Isomorphic Labs was born from DeepMind’s celebrated AlphaFold breakthrough, the AI system that stunned scientists by predicting the complex 3D shapes of proteins. To understand why this is a big deal, you need to know how drugs are traditionally made. For decades, it’s been a slow, brutal process of trial and error. Scientists spend an average of 10 to 15 years and over a billion dollars to bring a single new drug to market, with most candidates failing along the way.

Isomorphic Labs uses its AI, AlphaFold 3, to radically accelerate this. The AI can predict the complex 3D structures of proteins in the human body with stunning accuracy, allowing scientists to digitally design new drug molecules that are perfectly shaped to fight a specific disease, all before ever entering a physical lab

The company has already signed multi-billion dollar deals with pharmaceutical giants Novartis and Eli Lilly, and just raised $600 million in new funding to move its own drug candidates—starting with oncology—into human trials. The promise is a medical utopia. “This funding will further turbocharge the development of our next-generation AI drug design engine, help us advance our own programs into clinical development, and is a significant step forward towards our mission of one day solving all disease with the help of AI,” CEO Sir Demi Hassabis, who won the 2024 Nobel Laureate in Chemistry for his pioneering work on AlphaFold 2, said back in March.

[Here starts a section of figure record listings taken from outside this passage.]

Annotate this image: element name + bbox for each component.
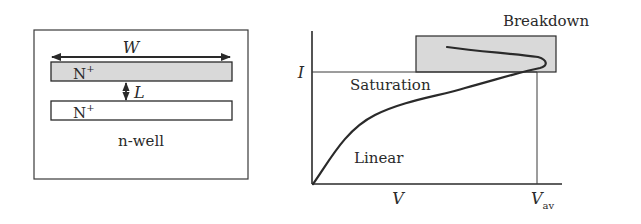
layout-panel: W N+ L N+ n-well: [34, 30, 248, 179]
breakdown-region: [416, 36, 556, 72]
iv-panel: Breakdown I V Vav Saturation Linear: [297, 12, 590, 211]
saturation-label: Saturation: [350, 76, 431, 94]
length-label: L: [133, 83, 145, 102]
n-well-label: n-well: [118, 132, 164, 150]
x-breakdown-voltage-label: Vav: [531, 189, 555, 211]
x-axis-label: V: [392, 189, 405, 208]
linear-label: Linear: [354, 149, 404, 167]
breakdown-label: Breakdown: [503, 12, 590, 30]
width-label: W: [123, 38, 141, 57]
figure: W N+ L N+ n-well Breakdown I V Vav Satur…: [0, 0, 641, 224]
y-axis-label: I: [297, 63, 305, 82]
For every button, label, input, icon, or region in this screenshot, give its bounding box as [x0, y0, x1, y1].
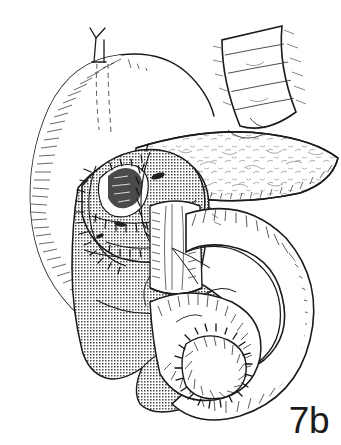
figure-label: 7b [289, 402, 329, 439]
surgical-illustration [0, 0, 341, 445]
figure-container: 7b [0, 0, 341, 445]
ligated-vessel-stub-icon [90, 28, 106, 62]
efferent-jejunal-limb [213, 26, 306, 128]
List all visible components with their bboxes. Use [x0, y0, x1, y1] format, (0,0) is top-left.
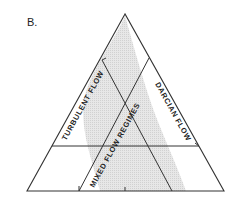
- ternary-diagram: TURBULENT FLOW MIXED FLOW REGIMES DARCIA…: [0, 0, 238, 201]
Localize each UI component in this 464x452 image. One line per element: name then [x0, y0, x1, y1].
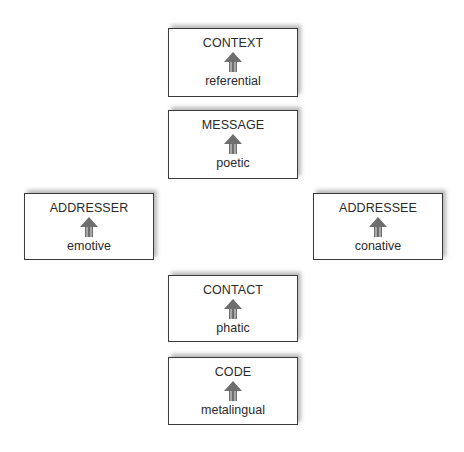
up-arrow-icon [224, 299, 242, 319]
factor-label: CODE [169, 365, 297, 379]
factor-label: CONTACT [169, 283, 297, 297]
factor-label: ADDRESSER [25, 201, 153, 215]
addressee-box: ADDRESSEE conative [313, 193, 443, 260]
contact-box: CONTACT phatic [168, 275, 298, 342]
function-label: conative [314, 239, 442, 253]
communication-functions-diagram: CONTEXT referential MESSAGE poetic ADDRE… [0, 0, 464, 452]
up-arrow-icon [224, 381, 242, 401]
factor-label: CONTEXT [169, 36, 297, 50]
function-label: metalingual [169, 403, 297, 417]
factor-label: MESSAGE [169, 118, 297, 132]
up-arrow-icon [224, 52, 242, 72]
up-arrow-icon [224, 134, 242, 154]
up-arrow-icon [369, 217, 387, 237]
function-label: poetic [169, 156, 297, 170]
code-box: CODE metalingual [168, 357, 298, 425]
message-box: MESSAGE poetic [168, 110, 298, 179]
function-label: phatic [169, 321, 297, 335]
factor-label: ADDRESSEE [314, 201, 442, 215]
addresser-box: ADDRESSER emotive [24, 193, 154, 260]
up-arrow-icon [80, 217, 98, 237]
context-box: CONTEXT referential [168, 28, 298, 97]
function-label: emotive [25, 239, 153, 253]
function-label: referential [169, 74, 297, 88]
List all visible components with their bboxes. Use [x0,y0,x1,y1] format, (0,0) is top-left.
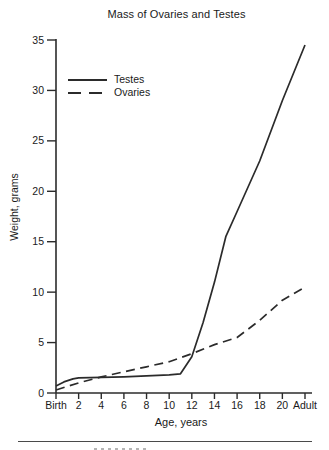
x-tick-label: 16 [231,399,243,411]
dashed-line-sample [68,92,107,94]
y-tick-label: 15 [32,235,44,247]
x-tick-label: 12 [186,399,198,411]
y-tick-label: 0 [38,387,44,399]
x-tick-label: 20 [277,399,289,411]
x-tick-label: 8 [144,399,150,411]
y-tick-label: 10 [32,286,44,298]
y-tick-label: 25 [32,134,44,146]
y-tick-label: 5 [38,336,44,348]
legend-item-testes: Testes [68,73,150,86]
figure: Mass of Ovaries and Testes 0510152025303… [0,0,329,450]
y-tick-label: 35 [32,34,44,46]
y-tick-label: 30 [32,84,44,96]
x-tick-label: Birth [45,399,67,411]
legend-label-ovaries: Ovaries [114,86,150,99]
x-tick-label: 18 [254,399,266,411]
x-tick-label: Adult [293,399,317,411]
footer-divider [18,441,312,442]
y-tick-label: 20 [32,185,44,197]
x-axis-label: Age, years [56,416,306,428]
solid-line-sample [68,79,107,81]
legend-item-ovaries: Ovaries [68,86,150,99]
x-tick-label: 14 [209,399,221,411]
x-tick-label: 2 [76,399,82,411]
x-tick-label: 4 [98,399,104,411]
x-tick-label: 6 [121,399,127,411]
y-axis-label: Weight, grams [8,173,20,241]
legend-label-testes: Testes [114,73,144,86]
x-tick-label: 10 [163,399,175,411]
plot-svg: 05101520253035Birth2468101214161820Adult [0,0,329,450]
legend: Testes Ovaries [68,73,150,99]
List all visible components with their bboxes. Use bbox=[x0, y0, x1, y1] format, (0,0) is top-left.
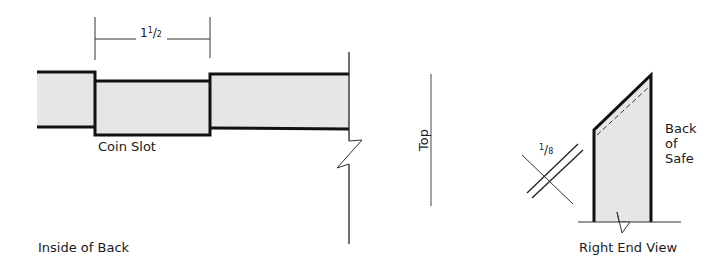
safe-label: Safe bbox=[665, 151, 694, 166]
back-panel-cross-section bbox=[37, 72, 349, 135]
inside-of-back-caption: Inside of Back bbox=[38, 240, 129, 255]
diagram-canvas bbox=[0, 0, 727, 276]
coin-slot-label: Coin Slot bbox=[98, 139, 156, 154]
top-label: Top bbox=[416, 129, 431, 151]
thickness-label: 1/8 bbox=[539, 143, 553, 157]
right-end-view-caption: Right End View bbox=[579, 240, 677, 255]
of-label: of bbox=[665, 136, 678, 151]
dimension-label: 11/2 bbox=[140, 26, 162, 40]
back-label: Back bbox=[665, 121, 697, 136]
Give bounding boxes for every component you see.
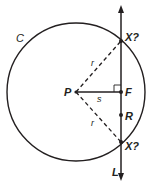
radius-top-label: r [91, 58, 95, 68]
geometry-diagram: C P X? X? F R L r r s [0, 0, 155, 187]
point-x-bottom [119, 140, 123, 144]
point-r [119, 113, 123, 117]
center-label: P [64, 86, 72, 98]
point-p [74, 90, 77, 93]
radius-bottom-label: r [91, 118, 95, 128]
x-top-label: X? [124, 31, 139, 43]
point-x-top [119, 39, 123, 43]
radius-top-segment [76, 41, 121, 92]
point-f [119, 90, 123, 94]
segment-s-label: s [97, 94, 102, 104]
f-label: F [125, 86, 132, 98]
r-point-label: R [125, 110, 133, 122]
x-bottom-label: X? [124, 140, 139, 152]
line-label: L [112, 166, 119, 178]
arrow-down-icon [118, 173, 124, 181]
arrow-up-icon [118, 5, 124, 13]
circle-label: C [16, 32, 24, 44]
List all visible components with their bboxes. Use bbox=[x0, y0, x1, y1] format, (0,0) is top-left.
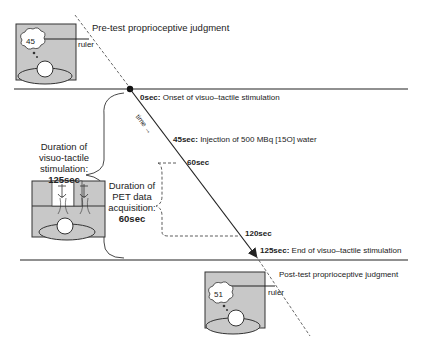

But when Big Tech starts designing medicine, who owns your cure? This is where deep-seated fears about AI’s role in our lives come into focus. The biggest concern is the “black box” problem: we know the AI gives an answer, but we don’t always know how. This raises critical questions:

  • Will Alphabet own the next cancer drug like it owns your search results?
  • Will these AI-designed treatments be affordable, or will they be trapped behind sky-high patents accessible only to the wealthy?
  • Will human trial standards keep up with the sheer speed of machine-generated breakthroughs?
  • And who is liable if an AI-designed drug goes wrong? The company that owns the AI? The programmers? The AI itself?

When contacted by Gizmodo, a spokesperson for Isomorphic Labs said the company “don’t have anything more to share.”

AI could revolutionize medicine. But if left unchecked, it could also replicate the worst parts of the tech industry: opacity, monopoly, and profit over access. Isomorphic Labs is pushing humanity toward a monumental turning point. If they succeed, they could alleviate more suffering than any other invention in history.

But to do so, they first have to convince a skeptical public that the promise is worth the unprecedented risk.